The Delaware Supreme Court today affirmed the Court of Chancery’s May 2013 decision in In re MFW Shareholders Litigation, holding that a going private merger with a controlling stockholder will be subject to the business judgment rule, rather than the far more rigorous test of entire fairness, if the transaction is conditioned from its inception on (1)  approval  by  an  independent  and  fully  empowered  special committee of directors and (2) the uncoerced, informed vote of a majority of the shares held by persons unaffiliated with the controlling stockholder (a so-called majority-of-the-minority vote).

The Court accepted the premise of then-Chancellor, now-Chief Justice, Strine, author of the Court of Chancery opinion (who did not participate in the Supreme Court’s decision), that the case presented a question of first impression. Previously, the Delaware  Supreme Court had consistently applied the entire fairness standard of review to all mergers where controlling stockholders were part of the acquiring group. Although the Court held in Kahn v. Lynch that the burden shifts to the plaintiff to show that a merger with a controlling stockholder was not entirely fair if the transaction was approved by either a special committee of independent directors or a majority-of- the-minority stockholder vote, neither Lynch nor any of the cases following it where a controlling stockholder stood on both sides of the transaction involved a transaction subject to both procedural protections (special committee approval and majority-of-minority vote). The Court called this a “vital distinction.”

The Court articulated four reasons for holding that business judgment is the appropriate standard of review where both procedural protections are implemented. First, while entire fairness review acts as a substitute in the controlling shareholder context for the protections of disinterested board and stockholder approval, which may be undermined by the controller’s influence, “that undermining influence does not exist in every controlled merger setting.” Where the controller “irrevocably and publicly disables itself from using its control to dictate the outcome,” the controller merger resembles a third- party, arm’s-length merger, which is reviewed under the business judgment standard. Second, the dual protection structure “optimally protects” the minority stockholders by providing “a potent tool to extract good value for the minority.” Third, adoption of the business judgment standard is consistent with Delaware law’s tradition of deferring to the informed decisions of impartial directors, particularly where ratified by the approval of disinterested stockholders, and will encourage controlling stockholders to provide these protections to minority stockholders. Fourth, the underlying purposes of entire fairness review and the dual protection structure – ensuring a fair price – are consistent.

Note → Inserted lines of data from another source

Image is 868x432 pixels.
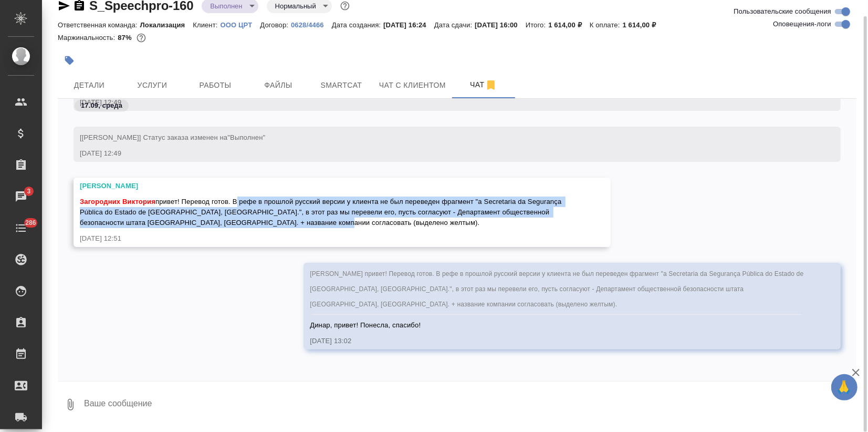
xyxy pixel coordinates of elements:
[3,183,40,210] a: 3
[80,233,574,244] div: [DATE] 12:51
[19,217,42,228] span: 286
[58,49,81,72] button: Добавить тэг
[485,79,497,91] svg: Отписаться
[773,19,831,29] span: Оповещения-логи
[831,374,858,400] button: 🙏
[836,376,853,398] span: 🙏
[589,21,622,28] p: К оплате:
[383,21,434,28] p: [DATE] 16:24
[253,79,303,92] span: Файлы
[332,21,383,28] p: Дата создания:
[207,2,246,10] button: Выполнен
[474,21,526,28] p: [DATE] 16:00
[310,270,805,308] span: [PERSON_NAME] привет! Перевод готов. В рефе в прошлой русский версии у клиента не был переведен ф...
[260,21,291,28] p: Договор:
[434,21,474,28] p: Дата сдачи:
[193,21,220,28] p: Клиент:
[291,21,332,28] p: 0628/4466
[548,21,589,28] p: 1 614,00 ₽
[80,133,265,142] span: [[PERSON_NAME]] Статус заказа изменен на
[141,21,193,28] p: Локализация
[227,133,265,142] span: "Выполнен"
[64,79,115,92] span: Детали
[316,79,367,92] span: Smartcat
[58,34,118,41] p: Маржинальность:
[80,148,805,159] div: [DATE] 12:49
[80,181,574,191] div: [PERSON_NAME]
[272,2,319,10] button: Нормальный
[459,78,509,91] span: Чат
[81,100,122,111] p: 17.09, среда
[134,31,148,45] button: 171.08 RUB;
[622,21,665,28] p: 1 614,00 ₽
[127,79,177,92] span: Услуги
[526,21,548,28] p: Итого:
[310,321,421,329] span: Динар, привет! Понесла, спасибо!
[58,21,141,28] p: Ответственная команда:
[379,79,446,92] span: Чат с клиентом
[118,34,134,41] p: 87%
[80,198,155,205] span: Загородних Виктория
[20,186,37,197] span: 3
[3,215,40,241] a: 286
[190,79,241,92] span: Работы
[291,20,332,28] a: 0628/4466
[221,21,260,28] p: OOO ЦРТ
[221,20,260,28] a: OOO ЦРТ
[734,6,831,17] span: Пользовательские сообщения
[310,335,805,346] div: [DATE] 13:02
[80,198,564,226] span: привет! Перевод готов. В рефе в прошлой русский версии у клиента не был переведен фрагмент "a Sec...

The Court emphasized that to be eligible for business judgment review, a controller buyout must satisfy each of the following conditions:

  • the controller from the beginning must condition the transaction on the approval of both a special committee and a majority of the minority stockholders;
  • the special committee must be independent;
  • the special committee must be empowered to select its own advisors and to say no definitively;
  • the special committee must meet its duty of care in negotiating a fair price;
  • the vote of the minority must be informed; and
  • there must be no coercion of the minority.

According to the Court, a plaintiff will be entitled to discovery if it can plead a “reasonably conceivable” set of facts showing that a transaction falls short of any of these conditions. If, after discovery, there remain triable issues of fact as to whether the conditions were satisfied, the case will proceed to trial under an entire fairness review. This apparently means that if the defendants do not succeed in obtaining summary judgment on the applicability of the business judgment standard, they will not be allowed to show at trial that these conditions in fact were satisfied and that the business judgment standard should be applied.

After reviewing the facts underlying the Court of Chancery’s decision in MFW, the Supreme Court agreed that all the conditions for applying the business judgment standard had been satisfied and affirmed the judgment dismissing the plaintiffs’ claims.

The Delaware Supreme Court’s decision provides welcome clarity in this previously uncertain area of law, and should encourage controlling stockholders to avail themselves of the roadmap the Court has provided for obtaining business judgment review of going private mergers.